Slash Your Capital Purchases by 25% or More Annually

Without a rigorous value justification process, organizations purchase millions of dollars of capital equipment (new and used) annually to replace their old technology, maintain or improve their physical plant, or start up new programs. In fact, based on my observation, most corporations don’t even have a capital expenditure committee or technology value analysis team in place to determine if their capital expenditure purchases are even needed, let alone value justified. Instead, most capital expenditure justifications are made behind closed doors of the executive suite with the department head that requested the equipment and without a formal process to weed out bloated capital budgets and feature-rich, non-conforming expenditures.

If you are serious about reducing your capital expenditures by 25% or more, here are three steps to make those savings happen:

  1. Open Your Capital Expenditure Process to Peer Review

Most organizations’ capital expenditure decision making process involves the CEO, CFO, COO, division vice president, and the department head who requested the expenditure, which limits input from unbiased and disinterested parties who could greatly contribute to this decision.

A much better way to evaluate capital expenditures is to form a capital expenditure committee or technology value analysis team made up of operational and non-operational members who have no stake in the capital purchase being proposed. This way, team members can give senior management untainted and unvarnished opinions on the appropriateness of each purchase.

  1. Start Your Capital Purchasing Evaluation Process Early

Allow your capital expenditure committee or technology value analysis team to participate in your capital expenditure “vetting” process as early as possible, preferably when capital expenditures are submitted to the office of the vice president of finance for review. Let this committee or team financially justify and prioritize your corporation’s capital expenditures in consultation with the requesting departments, prior to submission to your finance committee for final approval. Naturally, your CFO or budget director would chair this committee or be the value analysis team leader, so that he or she could tie together all the loose ends required to meet your capital budget policies and procedures.

  1. Value Justify All Capital Purchases with Value Analysis

Don’t accept that the requesting departments have all the answers and have looked at all of the possible functional alternatives available to your corporation. Make sure that value analysis tests are performed on all capital expenditures by your capital expenditure committee or technology value analysis team, before any bid is sent to interested vendors or purchase orders are released.

These three steps, if applied religiously to each capital expenditure requested by your department heads and chairperson, will position your corporation to reduce their capital expenditure costs by 25% or more without even breaking a sweat.

The winning formula for dramatically reducing your capital expenditures requires an “open” process of operational and non-operational peer review of all capital expenditures as early in the process as possible. It also requires a vigorous application of the techniques of value analysis to evaluate your capital expenditures, thus eliminating feature-rich non-conforming expenditures that are bloating your capital budgets and wasting millions of dollars a year in unnecessary purchases.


WORK INSTRUCTIONS: Lines from the one containing "Image is 644x312 pixels." through the final line of the records below are needed, copied exactly, with no pictures.

DATA TO USE:

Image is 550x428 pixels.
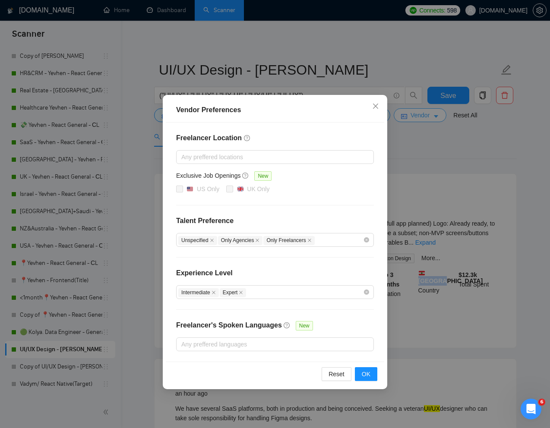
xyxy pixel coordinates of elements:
[176,320,282,330] h4: Freelancer's Spoken Languages
[520,399,541,419] iframe: Intercom live chat
[242,172,249,179] span: question-circle
[364,290,369,295] span: close-circle
[178,288,219,297] span: Intermediate
[218,236,263,245] span: Only Agencies
[263,236,314,245] span: Only Freelancers
[283,322,290,329] span: question-circle
[255,238,259,242] span: close
[176,171,240,180] h5: Exclusive Job Openings
[247,184,269,194] div: UK Only
[220,288,246,297] span: Expert
[176,105,374,115] div: Vendor Preferences
[372,103,379,110] span: close
[244,135,251,142] span: question-circle
[364,95,387,118] button: Close
[178,236,217,245] span: Unspecified
[254,171,271,181] span: New
[307,238,312,242] span: close
[296,321,313,330] span: New
[176,268,233,278] h4: Experience Level
[321,367,351,381] button: Reset
[328,369,344,379] span: Reset
[364,237,369,242] span: close-circle
[538,399,545,406] span: 6
[211,290,216,295] span: close
[362,369,370,379] span: OK
[239,290,243,295] span: close
[355,367,377,381] button: OK
[210,238,214,242] span: close
[187,186,193,192] img: 🇺🇸
[176,216,374,226] h4: Talent Preference
[176,133,374,143] h4: Freelancer Location
[237,186,243,192] img: 🇬🇧
[197,184,219,194] div: US Only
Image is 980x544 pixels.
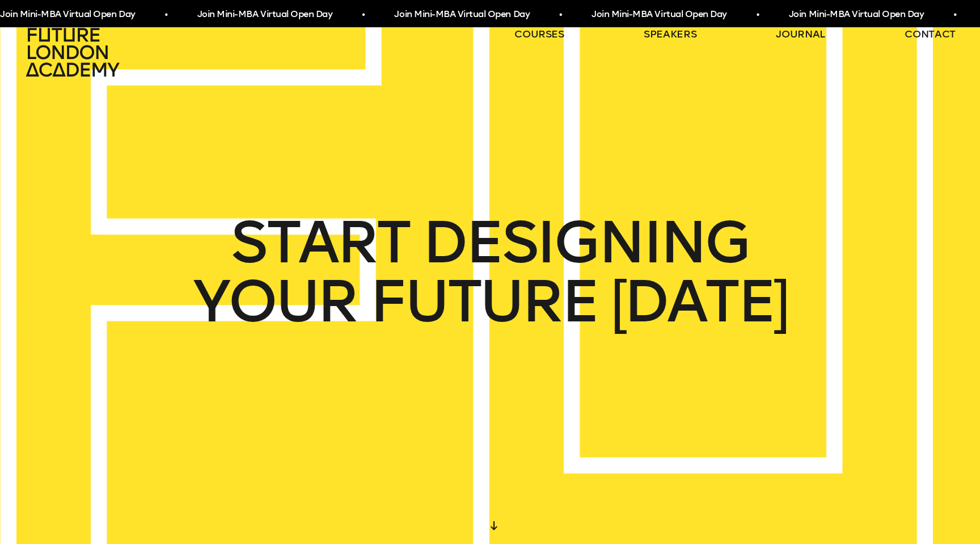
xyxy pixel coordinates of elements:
[757,5,760,25] span: •
[362,5,365,25] span: •
[776,28,826,41] a: journal
[370,272,598,331] span: FUTURE
[644,28,696,41] a: speakers
[423,213,749,272] span: DESIGNING
[904,28,956,41] a: contact
[611,272,788,331] span: [DATE]
[165,5,168,25] span: •
[560,5,562,25] span: •
[954,5,957,25] span: •
[514,28,564,41] a: courses
[231,213,410,272] span: START
[193,272,357,331] span: YOUR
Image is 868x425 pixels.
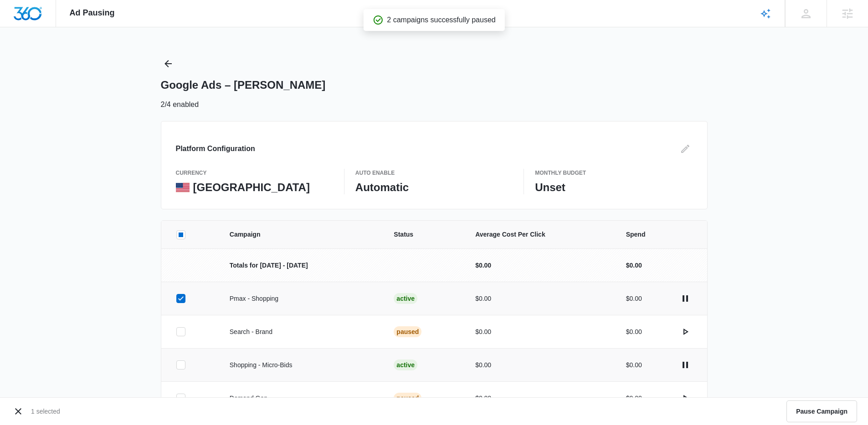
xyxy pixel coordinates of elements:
button: Edit [678,141,692,156]
img: website_grey.svg [15,23,22,31]
p: $0.00 [475,261,604,270]
span: Spend [626,230,692,240]
p: Shopping - Micro-Bids [230,361,372,370]
button: actions.activate [678,324,692,339]
p: 1 selected [31,407,60,417]
p: 2 campaigns successfully paused [387,15,495,26]
div: Active [394,359,417,371]
p: Auto Enable [355,169,513,177]
p: Demand Gen [230,394,372,403]
button: actions.pause [678,291,692,306]
p: $0.00 [626,328,642,337]
p: $0.00 [475,361,604,370]
button: actions.activate [678,391,692,406]
h3: Platform Configuration [176,143,255,155]
span: Campaign [230,230,372,240]
div: Domain: [DOMAIN_NAME] [23,23,100,31]
p: $0.00 [475,328,604,337]
p: 2/4 enabled [161,99,199,110]
img: tab_keywords_by_traffic_grey.svg [91,53,98,60]
p: $0.00 [475,394,604,403]
p: [GEOGRAPHIC_DATA] [193,180,310,195]
div: Domain Overview [35,54,82,60]
h1: Google Ads – [PERSON_NAME] [161,78,325,92]
button: actions.pause [678,358,692,373]
div: Keywords by Traffic [101,54,153,60]
span: Status [394,230,454,240]
p: Monthly Budget [535,169,692,177]
p: Automatic [355,180,513,195]
p: Search - Brand [230,328,372,337]
img: tab_domain_overview_orange.svg [25,53,32,60]
div: v 4.0.25 [26,15,45,22]
p: Unset [535,180,692,195]
img: United States [176,183,190,192]
img: logo_orange.svg [15,15,22,22]
button: Back [161,57,176,71]
button: Pause Campaign [786,401,857,423]
div: Paused [394,327,421,338]
span: Average Cost Per Click [475,230,604,240]
p: $0.00 [626,294,642,304]
div: Active [394,294,417,304]
p: $0.00 [475,294,604,304]
button: Cancel [11,404,26,419]
p: $0.00 [626,394,642,403]
p: Totals for [DATE] - [DATE] [230,261,372,270]
span: Ad Pausing [70,8,115,17]
div: Paused [394,393,421,404]
p: currency [176,169,333,177]
p: $0.00 [626,261,642,270]
p: $0.00 [626,361,642,370]
p: Pmax - Shopping [230,294,372,304]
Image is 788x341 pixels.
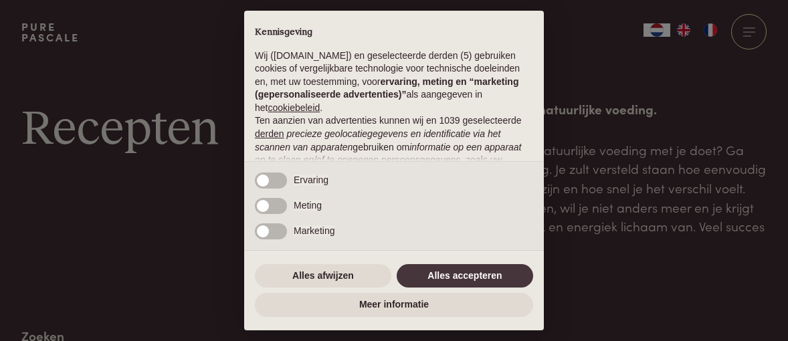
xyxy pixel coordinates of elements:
a: cookiebeleid [267,102,320,113]
h2: Kennisgeving [255,27,533,39]
span: Ervaring [294,175,328,185]
p: Wij ([DOMAIN_NAME]) en geselecteerde derden (5) gebruiken cookies of vergelijkbare technologie vo... [255,49,533,115]
button: Alles accepteren [397,264,533,288]
em: informatie op een apparaat op te slaan en/of te openen [255,142,522,166]
button: Alles afwijzen [255,264,391,288]
strong: ervaring, meting en “marketing (gepersonaliseerde advertenties)” [255,76,518,100]
em: precieze geolocatiegegevens en identificatie via het scannen van apparaten [255,128,500,152]
button: derden [255,128,284,141]
span: Marketing [294,225,334,236]
button: Meer informatie [255,293,533,317]
span: Meting [294,200,322,211]
p: Ten aanzien van advertenties kunnen wij en 1039 geselecteerde gebruiken om en persoonsgegevens, z... [255,114,533,206]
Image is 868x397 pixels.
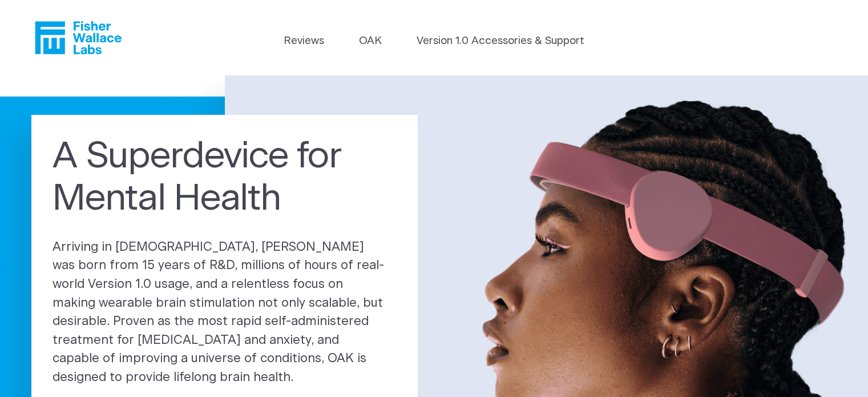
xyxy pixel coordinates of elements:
a: Reviews [284,33,324,49]
a: OAK [359,33,382,49]
a: Version 1.0 Accessories & Support [416,33,584,49]
a: Fisher Wallace [34,22,121,54]
p: Arriving in [DEMOGRAPHIC_DATA], [PERSON_NAME] was born from 15 years of R&D, millions of hours of... [52,239,397,388]
h1: A Superdevice for Mental Health [52,136,397,220]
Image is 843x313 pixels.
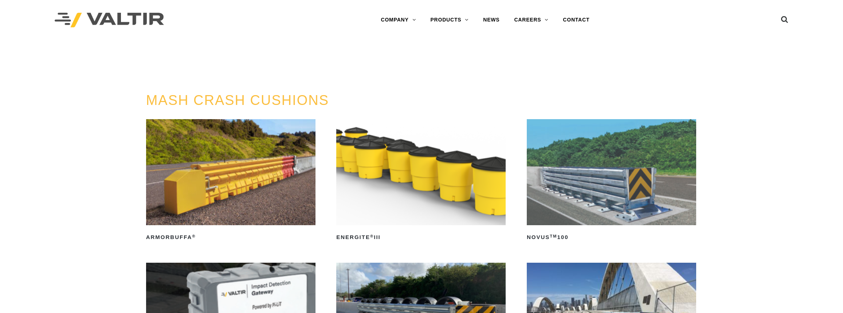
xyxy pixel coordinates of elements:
[507,13,555,27] a: CAREERS
[146,119,315,243] a: ArmorBuffa®
[555,13,597,27] a: CONTACT
[336,119,505,243] a: ENERGITE®III
[527,232,696,243] h2: NOVUS 100
[146,93,329,108] a: MASH CRASH CUSHIONS
[146,232,315,243] h2: ArmorBuffa
[374,13,423,27] a: COMPANY
[476,13,507,27] a: NEWS
[370,234,374,238] sup: ®
[527,119,696,243] a: NOVUSTM100
[55,13,164,28] img: Valtir
[423,13,476,27] a: PRODUCTS
[192,234,196,238] sup: ®
[550,234,557,238] sup: TM
[336,232,505,243] h2: ENERGITE III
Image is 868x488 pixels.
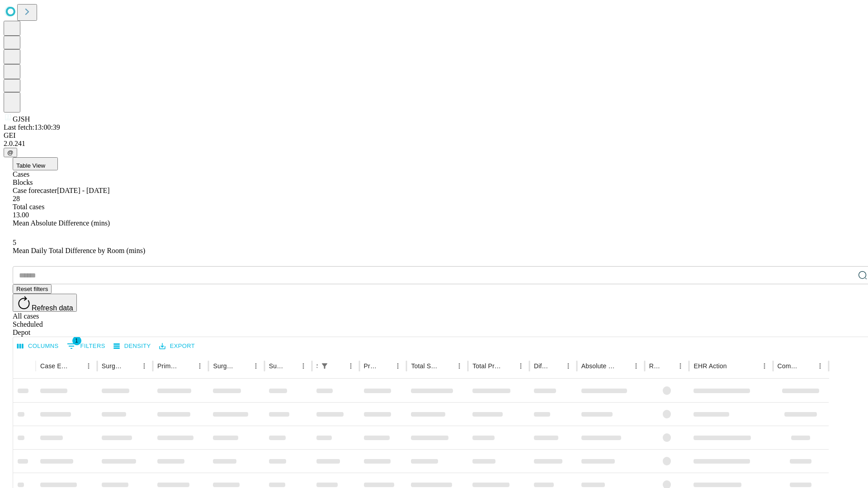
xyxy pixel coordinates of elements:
button: Sort [285,359,297,373]
button: Menu [674,359,687,373]
button: Sort [125,359,137,373]
button: Sort [728,359,741,373]
span: 5 [12,238,16,246]
button: Sort [69,359,83,373]
div: Comments [778,362,801,370]
div: 1 active filter [318,359,331,373]
div: Total Scheduled Duration [411,362,439,370]
button: Menu [250,359,262,373]
button: Menu [137,359,151,373]
div: Primary Service [158,362,180,370]
button: Sort [181,359,193,373]
div: EHR Action [694,362,727,370]
div: 2.0.241 [4,139,864,148]
button: Menu [562,359,575,373]
button: Menu [193,359,207,373]
button: Select columns [15,339,62,354]
button: Sort [379,359,391,373]
button: Show filters [318,359,331,373]
button: Menu [344,359,358,373]
button: Table View [12,158,58,170]
div: Absolute Difference [582,362,616,370]
div: Total Predicted Duration [473,362,501,370]
span: 13.00 [12,211,29,219]
button: Reset filters [12,284,52,294]
div: Case Epic Id [40,362,69,370]
span: Total cases [12,203,44,210]
button: Export [157,339,197,354]
div: Difference [534,362,549,370]
span: GJSH [12,115,30,123]
span: [DATE] - [DATE] [57,186,110,194]
button: Sort [661,359,674,373]
button: Menu [758,359,771,373]
button: Sort [617,359,630,373]
button: Refresh data [12,294,77,312]
button: Menu [514,359,528,373]
button: Sort [237,359,250,373]
button: Sort [802,359,814,373]
button: Sort [550,359,562,373]
button: Menu [630,359,642,373]
span: Last fetch: 13:00:39 [4,123,61,131]
span: 1 [72,336,82,345]
button: Show filters [64,339,108,354]
button: Menu [391,359,405,373]
button: Density [112,339,153,354]
button: Sort [332,359,344,373]
button: Menu [814,359,827,373]
button: Menu [297,359,310,373]
div: Surgery Name [213,362,236,370]
div: GEI [4,132,864,139]
div: Resolved in EHR [650,362,661,370]
span: 28 [12,195,20,203]
span: Refresh data [32,305,73,312]
div: Scheduled In Room Duration [316,362,317,370]
button: Sort [502,359,514,373]
button: Menu [83,359,95,373]
div: Surgery Date [269,362,284,370]
span: Reset filters [16,285,48,292]
button: Menu [453,359,466,373]
span: Mean Absolute Difference (mins) [12,219,110,227]
button: @ [4,148,17,158]
div: Surgeon Name [102,362,124,370]
button: Sort [440,359,453,373]
span: Mean Daily Total Difference by Room (mins) [12,247,145,255]
span: Case forecaster [12,186,57,194]
span: @ [8,149,13,156]
span: Table View [16,162,45,169]
div: Predicted In Room Duration [364,362,379,370]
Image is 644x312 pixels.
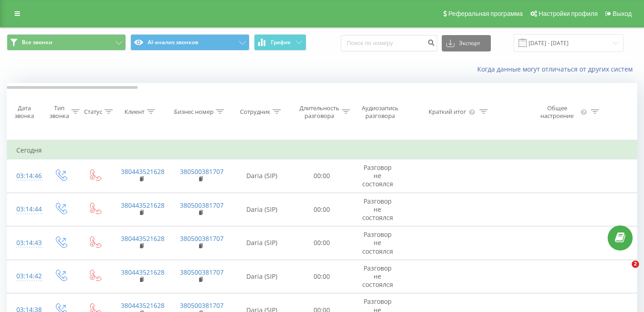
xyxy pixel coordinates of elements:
span: Разговор не состоялся [362,264,393,289]
iframe: Intercom live chat [613,260,635,282]
div: Аудиозапись разговора [358,104,402,120]
td: Daria (SIP) [230,226,294,260]
button: График [254,34,306,50]
span: Все звонки [22,39,52,46]
div: Дата звонка [8,104,41,120]
td: 00:00 [294,193,351,226]
td: Daria (SIP) [230,159,294,193]
span: Выход [613,10,632,17]
div: Сотрудник [240,108,270,115]
span: Разговор не состоялся [362,197,393,222]
a: 380443521628 [121,234,165,243]
a: 380443521628 [121,201,165,209]
span: Разговор не состоялся [362,230,393,255]
button: AI-анализ звонков [130,34,249,50]
span: Разговор не состоялся [362,163,393,188]
div: Статус [84,108,102,115]
span: Настройки профиля [539,10,598,17]
a: 380500381707 [180,301,224,309]
a: 380500381707 [180,201,224,209]
a: 380443521628 [121,301,165,309]
span: График [271,39,291,46]
div: 03:14:43 [17,234,34,252]
a: 380500381707 [180,268,224,277]
a: Когда данные могут отличаться от других систем [477,64,638,73]
td: Daria (SIP) [230,259,294,293]
td: 00:00 [294,259,351,293]
a: 380500381707 [180,234,224,243]
div: 03:14:46 [17,167,34,185]
div: Длительность разговора [300,104,339,120]
input: Поиск по номеру [341,35,438,52]
div: Общее настроение [536,104,579,120]
div: Тип звонка [49,104,69,120]
div: Краткий итог [428,108,467,115]
td: Daria (SIP) [230,193,294,226]
td: 00:00 [294,226,351,260]
td: 00:00 [294,159,351,193]
div: 03:14:44 [17,200,34,218]
a: 380443521628 [121,167,165,176]
span: Реферальная программа [448,10,523,17]
button: Экспорт [442,35,491,52]
span: 2 [632,260,639,268]
div: Клиент [124,108,145,115]
div: 03:14:42 [17,267,34,285]
div: Бизнес номер [174,108,213,115]
a: 380500381707 [180,167,224,176]
a: 380443521628 [121,268,165,277]
button: Все звонки [7,34,126,50]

REPLY:
Image is 644x312 pixels.
xyxy pixel coordinates of elements:
span: Разговор не состоялся [362,264,393,289]
iframe: Intercom live chat [613,260,635,282]
div: Аудиозапись разговора [358,104,402,120]
td: Daria (SIP) [230,226,294,260]
button: График [254,34,306,50]
span: Все звонки [22,39,52,46]
div: Дата звонка [8,104,41,120]
td: 00:00 [294,193,351,226]
td: Daria (SIP) [230,159,294,193]
span: Выход [613,10,632,17]
div: Сотрудник [240,108,270,115]
span: Разговор не состоялся [362,197,393,222]
a: 380443521628 [121,234,165,243]
a: 380443521628 [121,201,165,209]
span: Разговор не состоялся [362,230,393,255]
button: AI-анализ звонков [130,34,249,50]
span: Разговор не состоялся [362,163,393,188]
div: Статус [84,108,102,115]
span: Настройки профиля [539,10,598,17]
a: 380500381707 [180,301,224,309]
a: 380500381707 [180,201,224,209]
a: 380443521628 [121,301,165,309]
span: График [271,39,291,46]
div: 03:14:43 [17,234,34,252]
a: 380500381707 [180,268,224,277]
a: Когда данные могут отличаться от других систем [477,64,638,73]
td: Daria (SIP) [230,259,294,293]
td: 00:00 [294,259,351,293]
a: 380500381707 [180,234,224,243]
div: 03:14:46 [17,167,34,185]
div: Длительность разговора [300,104,339,120]
input: Поиск по номеру [341,35,438,52]
div: Общее настроение [536,104,579,120]
div: Тип звонка [49,104,69,120]
div: Краткий итог [428,108,467,115]
td: Daria (SIP) [230,193,294,226]
td: 00:00 [294,226,351,260]
td: 00:00 [294,159,351,193]
div: 03:14:44 [17,200,34,218]
a: 380443521628 [121,167,165,176]
span: Реферальная программа [448,10,523,17]
button: Экспорт [442,35,491,52]
span: 2 [632,260,639,268]
div: Клиент [124,108,145,115]
div: 03:14:42 [17,267,34,285]
div: Бизнес номер [174,108,213,115]
a: 380500381707 [180,167,224,176]
a: 380443521628 [121,268,165,277]
button: Все звонки [7,34,126,50]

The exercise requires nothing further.